Hi, Henry.

My understanding: you would like a non-networked raspberry pi that can get
its runtime data from its sdcard, but the sdcard would be useless to
anyone else (encrypted).  Also, if someone were to log on to the device
using usb gadgets, they could not see, copy nor modify any of the sdcard
data.

In the following, I make no attempt to make this setup compatible with
non-linux systems (e.g. partitioning the sdcard, non-fat fs, etc.).  I am
not at my usual workstation, so these are guidelines, not a howto recipe.

My suggestion:  partition the sdcard (sda) into a / root fs (sda1) and sda2
for /data, the data of interest.  Use cryptsetup to format sda2 as a LUKS
partition with a convenient (for you) password (password #1) and put your
favorite filesystem on the encrypted device.  If you don't need the bulk
of the sdcard encrypted, you can tailor the proportions of OS (/) to data
(/data) to your liking.

Now here's the neat thing about LUKS that you can exploit when booting
unattended: the LUKS partition can be decrypted by any of up to 8
passwords.  So password #1 could be human-understandable.  Password #2
could be a string that uniquely identifies your raspberry pi, such as its
MAC address or some other random-looking serial number unique to your
device, preferably hard to guess without having the device in your hands.

In your boot scripts, read the MAC address (or something unique) as a
password (#2) to mount the /data partition without user interaction.

Unless someone knows the human-readable password or the machine-specific
string (i.e. using it in the same device), that data partition is
unusable.
Coupling a device to its data card used to be called "marrying".  The data
card only works properly on that one device.

And as for someone logging on with USB devices on a console and looking at
the /data, here is a tip: disable logins without a password.  Networked? 
Same deal with ssh.

Software of interest: LUKS, cryptsetup, cryptmount

Let us know how your project goes!

Best regards,

Stephen Benoit
[email protected]

>> On 13-09-28 02:40 PM, Henry Olders wrote:
>> Hello, all,
>>
>> I want to run my raspi as a device for digital signage, the idea being
>> to display images fullscreen in a slideshow, without any user
>> intervention.
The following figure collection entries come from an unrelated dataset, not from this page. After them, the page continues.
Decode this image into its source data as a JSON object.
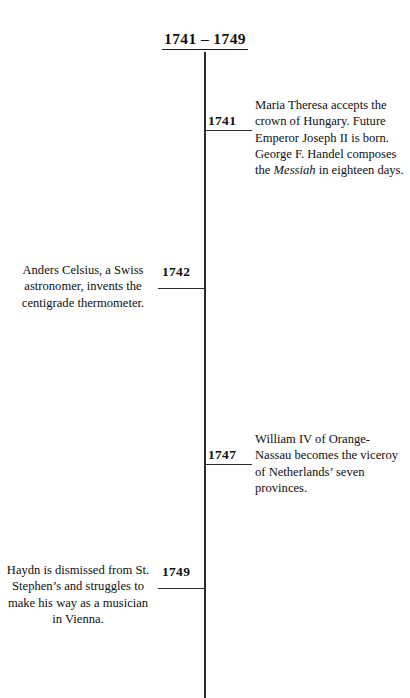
{
  "title": "1741 – 1749",
  "axis": {
    "color": "#2b2b2b",
    "orientation": "vertical"
  },
  "entries": [
    {
      "year": "1741",
      "side": "right",
      "text_before_italic": "Maria Theresa accepts the crown of Hungary. Future Emperor Joseph II is born. George F. Handel composes the ",
      "italic": "Messiah",
      "text_after_italic": " in eighteen days."
    },
    {
      "year": "1742",
      "side": "left",
      "text": "Anders Celsius, a Swiss astronomer, invents the centigrade thermometer."
    },
    {
      "year": "1747",
      "side": "right",
      "text": "William IV of Orange-Nassau becomes the viceroy of Netherlands’ seven provinces."
    },
    {
      "year": "1749",
      "side": "left",
      "text": "Haydn is dismissed from St. Stephen’s and struggles to make his way as a musician  in Vienna."
    }
  ]
}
I've got that running very well, using the raspbian
>> distro, openbox window manager, and either qiv or feh as the image
>> viewer. The slideshow starts automatically on boot, and runs forever,
>> which is what I want.
>>
>> Here is the problem: my client wants to prevent his images from being
>> copied, including being copied off of the SD card when physically
>> removed from the raspi. Encryption would accomplish this, so I'm looking
>> at getting truecrypt running on the raspi.
>>
>> The difficulty I foresee is that if someone plugs a keyboard and mouse
>> into the raspi when it's running, they can access a terminal emulator
>> which is already logged in as user pi, and (I think) copy the image
>> files out of the truecrypt container into an unencrypted directory.
>>
>> There may also be other security issues that people with more experience
>> know about.
>>
>> Any ideas or suggestions much appreciated!